Do equipment stands have an impact on electronics?


Mechanical grounding or isolation from vibration has been a hot topic as of late.  Many know from experience that footers, stands and other vibration technologies impact things that vibrate a lot like speakers, subs or even listening rooms (my recent experience with an "Energy room").  The question is does it have merit when it comes to electronics and if so why?  Are there plausible explanations for their effect on electronics or suggested measurement paradigms to document such an effect?
agear

Mr. Kait states: - The only way you can possibly deal wih seismic waves is to decouple the component from them, and I'm referring to rotational (bending) forces in additional to the usual vertical forces and forces in the horizontal plane.  

Your springs are actually functioning as a “direct coupling mechanism”. Depending on the actual materials and dimensions of springs used, the speed of the resonance transfer will vary as will the bandwidth of frequencies across the audible and inaudible spectrum, yielding different sonic results in comparison. Frequency and Speed with springs is complexly related to the mass and mass distribution of the component. We too have used springs in our studies and development processes and have found that there are too many variables in each possible usage scenario; there is no “one-size fits all” with spring coupling. Ultimately, you are ‘NOT Decoupling’ with the use of metallic springs - try another material.

You have yet to respond, answer or clarify or prove to us; how inaudible seismic waves affect the performance of a stereo system in either a standard or more efficient listening environment, nor have you provided any indication as to how such waves have such a dramatic effect on the "audible performance" and/or musical quality of playback equipment when mechanically grounded.

Do inaudible seismic waves affect the performance of musical instruments in some “audible” way that the world is not aware of?
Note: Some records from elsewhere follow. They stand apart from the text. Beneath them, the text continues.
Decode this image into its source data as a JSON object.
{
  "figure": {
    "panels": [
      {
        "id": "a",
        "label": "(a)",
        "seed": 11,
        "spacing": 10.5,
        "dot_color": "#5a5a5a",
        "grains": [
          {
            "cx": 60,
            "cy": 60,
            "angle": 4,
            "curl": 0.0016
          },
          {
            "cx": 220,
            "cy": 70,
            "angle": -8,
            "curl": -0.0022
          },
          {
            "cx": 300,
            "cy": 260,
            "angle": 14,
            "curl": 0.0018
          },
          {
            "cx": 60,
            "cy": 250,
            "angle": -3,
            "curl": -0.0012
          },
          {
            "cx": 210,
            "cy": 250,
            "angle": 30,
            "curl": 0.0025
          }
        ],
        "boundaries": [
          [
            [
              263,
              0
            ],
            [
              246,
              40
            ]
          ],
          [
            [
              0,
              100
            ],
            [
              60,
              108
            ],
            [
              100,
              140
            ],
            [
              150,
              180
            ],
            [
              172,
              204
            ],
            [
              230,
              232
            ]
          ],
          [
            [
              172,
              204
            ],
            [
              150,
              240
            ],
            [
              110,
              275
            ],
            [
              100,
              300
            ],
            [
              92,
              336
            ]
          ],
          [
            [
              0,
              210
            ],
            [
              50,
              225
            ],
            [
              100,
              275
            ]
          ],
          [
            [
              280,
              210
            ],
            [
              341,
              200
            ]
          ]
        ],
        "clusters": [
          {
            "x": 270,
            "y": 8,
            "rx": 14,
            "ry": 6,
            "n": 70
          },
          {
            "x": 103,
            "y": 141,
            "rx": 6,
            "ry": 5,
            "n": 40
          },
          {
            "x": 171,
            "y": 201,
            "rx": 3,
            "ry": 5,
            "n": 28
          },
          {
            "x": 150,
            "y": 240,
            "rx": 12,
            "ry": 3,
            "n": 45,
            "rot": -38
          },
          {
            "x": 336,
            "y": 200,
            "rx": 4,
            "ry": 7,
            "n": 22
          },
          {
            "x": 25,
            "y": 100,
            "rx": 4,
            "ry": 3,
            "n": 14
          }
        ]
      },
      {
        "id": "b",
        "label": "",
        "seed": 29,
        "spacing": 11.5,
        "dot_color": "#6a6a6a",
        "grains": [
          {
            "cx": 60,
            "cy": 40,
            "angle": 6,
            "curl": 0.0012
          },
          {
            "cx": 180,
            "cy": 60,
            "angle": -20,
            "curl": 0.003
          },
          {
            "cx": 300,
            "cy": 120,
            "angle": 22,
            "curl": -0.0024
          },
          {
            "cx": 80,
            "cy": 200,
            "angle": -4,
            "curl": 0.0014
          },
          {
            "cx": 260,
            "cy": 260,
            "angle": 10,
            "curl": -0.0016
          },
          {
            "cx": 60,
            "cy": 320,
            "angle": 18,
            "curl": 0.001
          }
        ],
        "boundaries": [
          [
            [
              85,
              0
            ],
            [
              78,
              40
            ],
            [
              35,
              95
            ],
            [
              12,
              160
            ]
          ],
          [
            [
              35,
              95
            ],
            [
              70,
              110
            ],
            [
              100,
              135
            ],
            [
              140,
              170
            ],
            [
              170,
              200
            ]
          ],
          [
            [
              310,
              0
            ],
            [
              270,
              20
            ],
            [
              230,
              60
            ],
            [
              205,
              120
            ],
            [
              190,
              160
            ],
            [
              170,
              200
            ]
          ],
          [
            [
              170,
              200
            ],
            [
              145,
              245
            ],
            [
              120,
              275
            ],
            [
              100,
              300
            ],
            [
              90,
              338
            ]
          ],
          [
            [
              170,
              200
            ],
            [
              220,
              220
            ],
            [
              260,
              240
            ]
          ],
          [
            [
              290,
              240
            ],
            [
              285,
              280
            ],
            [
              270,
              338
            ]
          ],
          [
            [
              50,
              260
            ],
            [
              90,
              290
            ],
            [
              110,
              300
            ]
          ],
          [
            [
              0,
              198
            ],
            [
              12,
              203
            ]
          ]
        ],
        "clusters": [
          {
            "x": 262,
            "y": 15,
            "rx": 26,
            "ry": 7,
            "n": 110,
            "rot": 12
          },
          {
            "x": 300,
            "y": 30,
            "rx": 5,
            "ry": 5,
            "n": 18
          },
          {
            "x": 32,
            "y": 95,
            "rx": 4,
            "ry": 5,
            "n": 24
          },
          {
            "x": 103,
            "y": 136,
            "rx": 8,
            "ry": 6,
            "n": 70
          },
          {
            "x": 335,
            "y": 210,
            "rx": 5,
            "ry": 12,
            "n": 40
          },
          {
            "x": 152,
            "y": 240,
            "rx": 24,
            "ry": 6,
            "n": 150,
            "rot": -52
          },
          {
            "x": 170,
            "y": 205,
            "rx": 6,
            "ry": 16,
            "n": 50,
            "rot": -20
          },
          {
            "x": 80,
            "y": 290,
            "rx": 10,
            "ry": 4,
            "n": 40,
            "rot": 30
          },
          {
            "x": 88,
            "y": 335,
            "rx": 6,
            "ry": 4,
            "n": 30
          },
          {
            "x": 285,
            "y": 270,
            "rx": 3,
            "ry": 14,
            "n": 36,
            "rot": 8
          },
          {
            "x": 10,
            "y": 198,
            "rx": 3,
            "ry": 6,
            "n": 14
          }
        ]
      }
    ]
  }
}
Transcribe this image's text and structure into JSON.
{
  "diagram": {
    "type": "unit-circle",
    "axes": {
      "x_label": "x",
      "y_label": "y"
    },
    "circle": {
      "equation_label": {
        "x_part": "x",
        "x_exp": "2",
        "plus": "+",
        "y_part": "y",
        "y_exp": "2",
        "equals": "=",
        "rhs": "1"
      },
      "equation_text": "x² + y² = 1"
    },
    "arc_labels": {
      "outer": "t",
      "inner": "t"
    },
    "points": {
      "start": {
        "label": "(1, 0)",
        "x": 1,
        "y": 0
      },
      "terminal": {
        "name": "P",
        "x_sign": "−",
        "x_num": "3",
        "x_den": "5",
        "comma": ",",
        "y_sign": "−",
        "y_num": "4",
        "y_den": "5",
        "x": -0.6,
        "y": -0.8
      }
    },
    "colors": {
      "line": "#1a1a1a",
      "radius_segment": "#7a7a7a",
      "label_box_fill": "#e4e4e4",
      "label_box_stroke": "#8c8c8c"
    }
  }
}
Mr. Kait stated: Sorry, but once I see, "I have 30 years in audio or I have been doing this for 40 years, therefore..." I don’t read whatever comes next. Force of habit. Lol

Then why not leave the “majority” of audio veterans alone and exploit your visions elsewhere? Like Coulomb Friction, you clog up all signal pathways and “therefore”, in my opinion you should mechanically transfer out!

Robert

Star Sound



he won't respond coherently, answer or clarify or prove because he can't

he WILL likely make some comment like the above ones, indicating a middle school student is posting 
Robert wrote,

"Geoff, your springs are acting as a direct coupling mechanism."

Robert, when I read that sentence milk squirted out of my nose. Seriously. I will post a more complete response in due course. (Are you sure you’re not Michael Green’s evil twin?)

cheers,

geoff kait
machina dramatica
give me a stiff enough spring and I’ll isolate the world

If you recall you were the one who demanded I discuss Morphic resonance. In fact you insinuated I was dodging your questions. You can’t have it both ways, silly. OK, you can proceed with your troll thread.
Yes, and the information received is not helpful due to its very nature.  Next.
What is the difference between a hypothesis and a theory? | CARM https://carm.org/difference-hypothesis-theory
A hypothesis is an attempt to explain phenomena. ... A theory is the result of testing a hypothesisand developing an explanation that is assumed to be true about something. A theory replaces thehypothesis after testing confirms the hypothesis, or the hypothesis is modified and tested ...


No they are not the same thing. A readily accepted and thoroughly tested hypothesis becomes a theory. Of course you had to try to deflect to something else to avoid the point of the post. Pretty typical. Google sure is a great thing. Pretty much every reply to the query said the same thing, but you knew that, didn't you? When will any of your products ever get to the point of being a theory instead of a guess?